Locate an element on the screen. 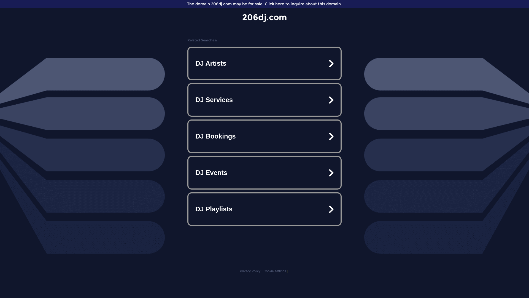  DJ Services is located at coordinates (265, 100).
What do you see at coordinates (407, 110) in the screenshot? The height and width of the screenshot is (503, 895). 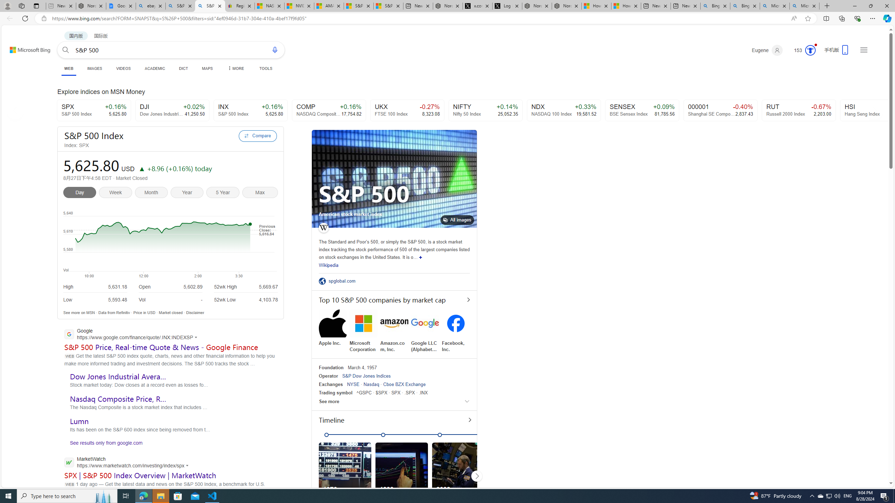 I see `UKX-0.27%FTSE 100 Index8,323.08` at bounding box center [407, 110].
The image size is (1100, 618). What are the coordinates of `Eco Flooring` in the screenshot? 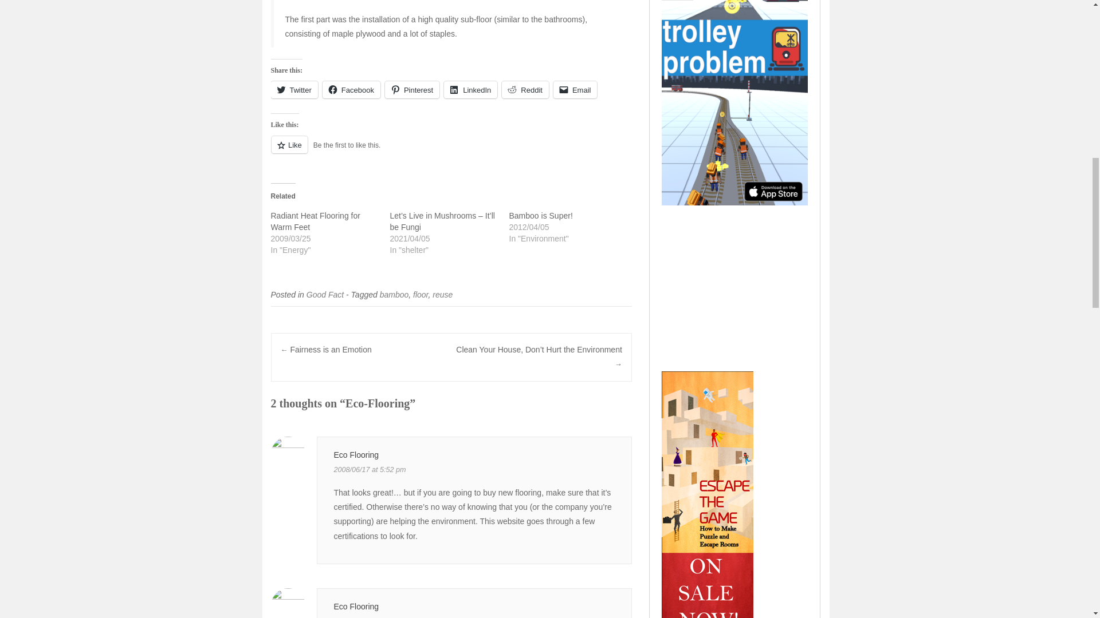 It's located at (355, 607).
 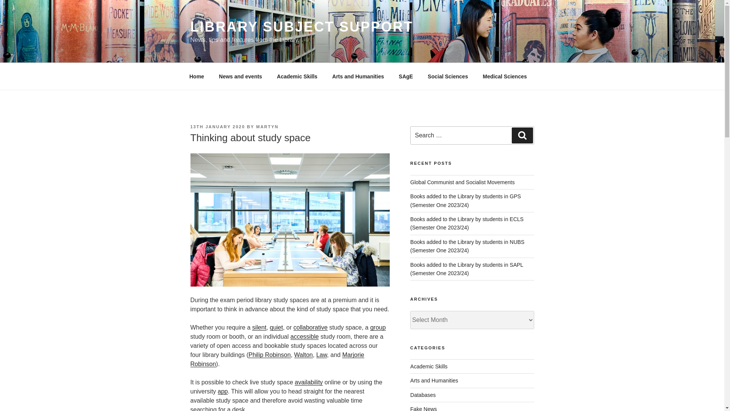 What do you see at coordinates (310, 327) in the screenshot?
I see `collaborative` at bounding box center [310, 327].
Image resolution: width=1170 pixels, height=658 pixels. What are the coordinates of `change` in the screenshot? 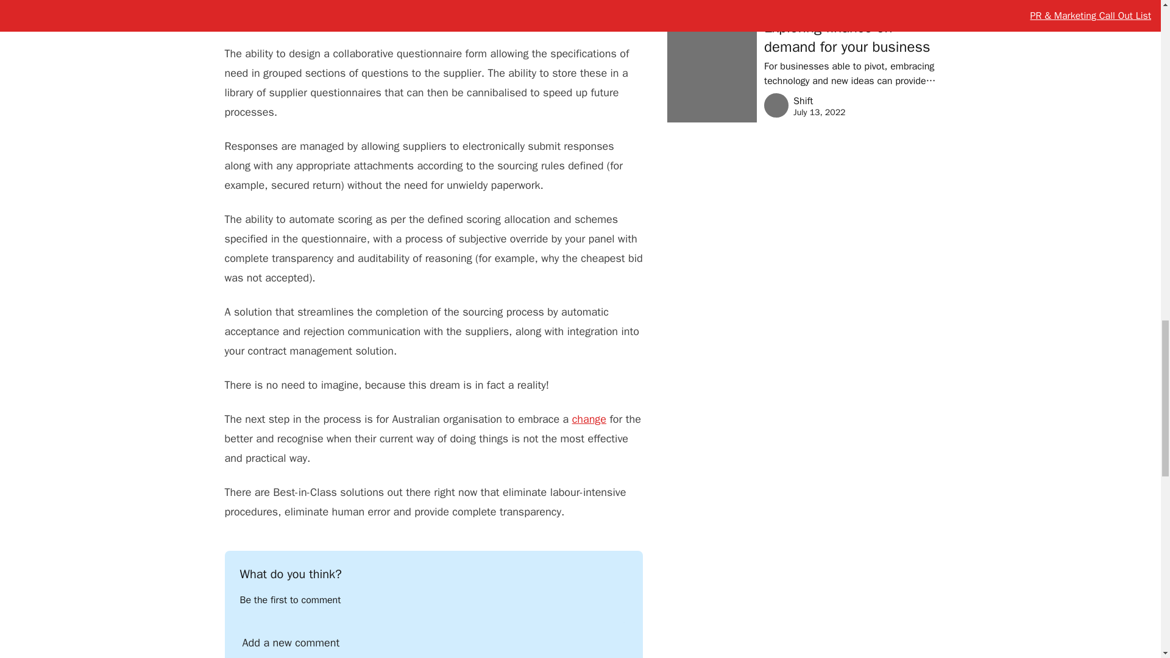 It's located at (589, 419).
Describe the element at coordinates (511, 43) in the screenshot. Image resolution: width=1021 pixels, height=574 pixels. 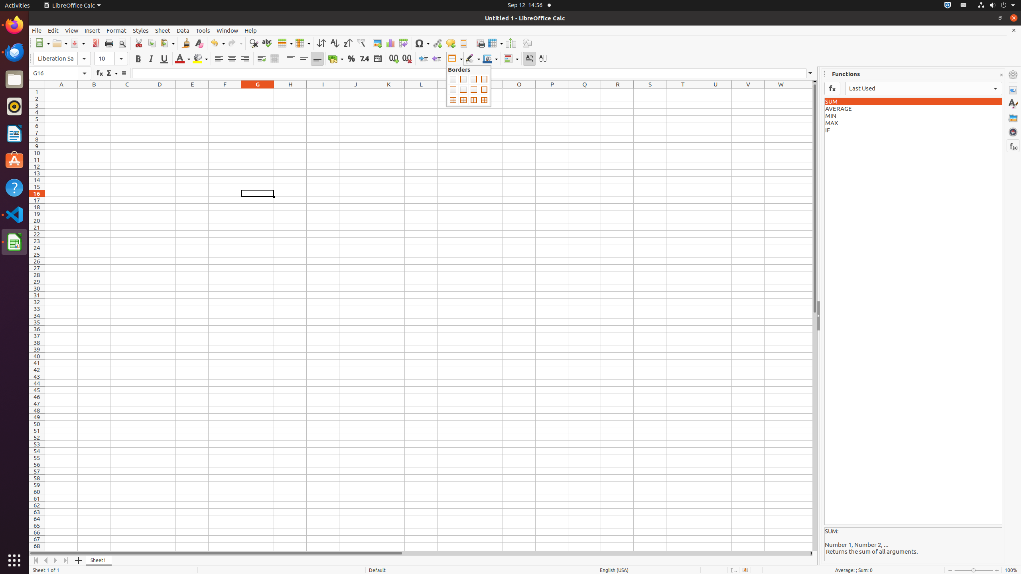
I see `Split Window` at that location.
---
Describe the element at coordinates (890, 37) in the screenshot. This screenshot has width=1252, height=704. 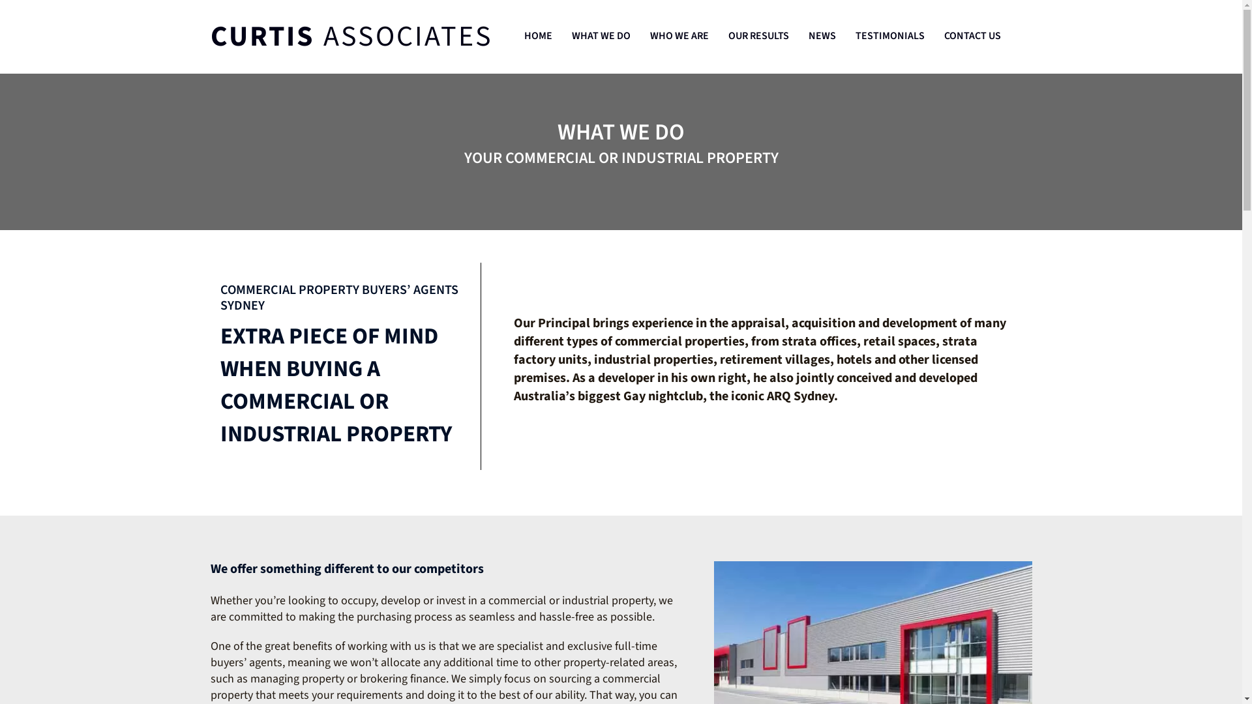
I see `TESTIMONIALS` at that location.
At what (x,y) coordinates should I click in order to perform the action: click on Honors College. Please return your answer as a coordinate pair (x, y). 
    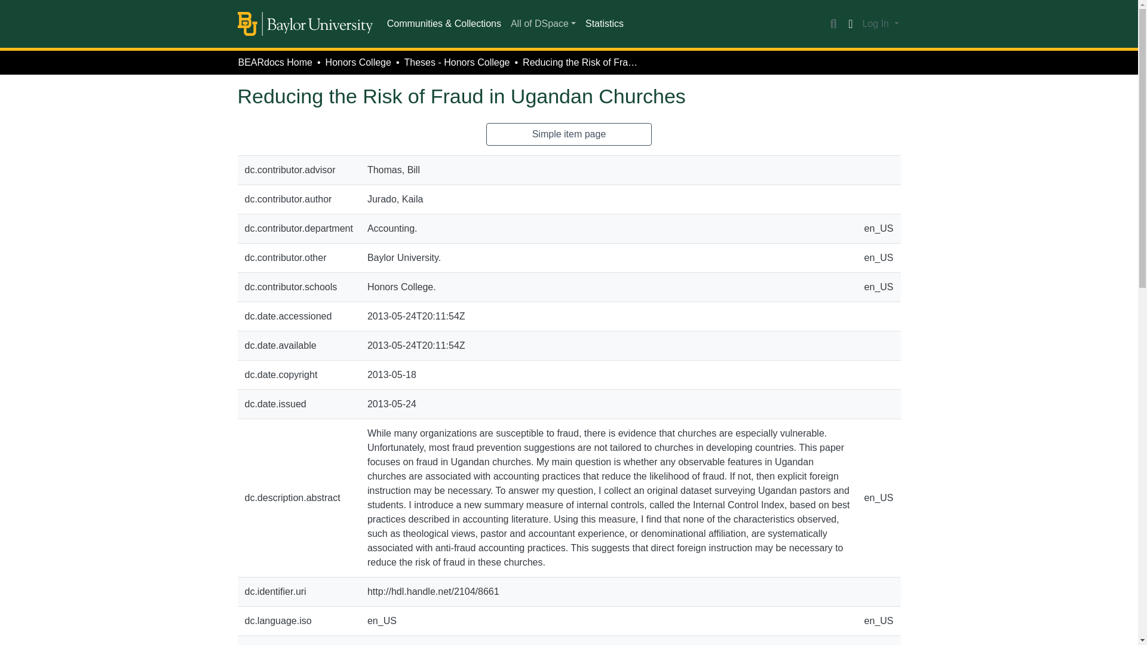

**Task goal:**
Copy the lines above between the one holding "Describe the element at coordinates (890, 37)" and the one holding "At what (x,y)", inclusive. Drop the pictures.

**Task solution:**
Describe the element at coordinates (890, 37) in the screenshot. This screenshot has width=1252, height=704. 
I see `TESTIMONIALS` at that location.
At what (x,y) coordinates should I click in order to perform the action: click on Honors College. Please return your answer as a coordinate pair (x, y). 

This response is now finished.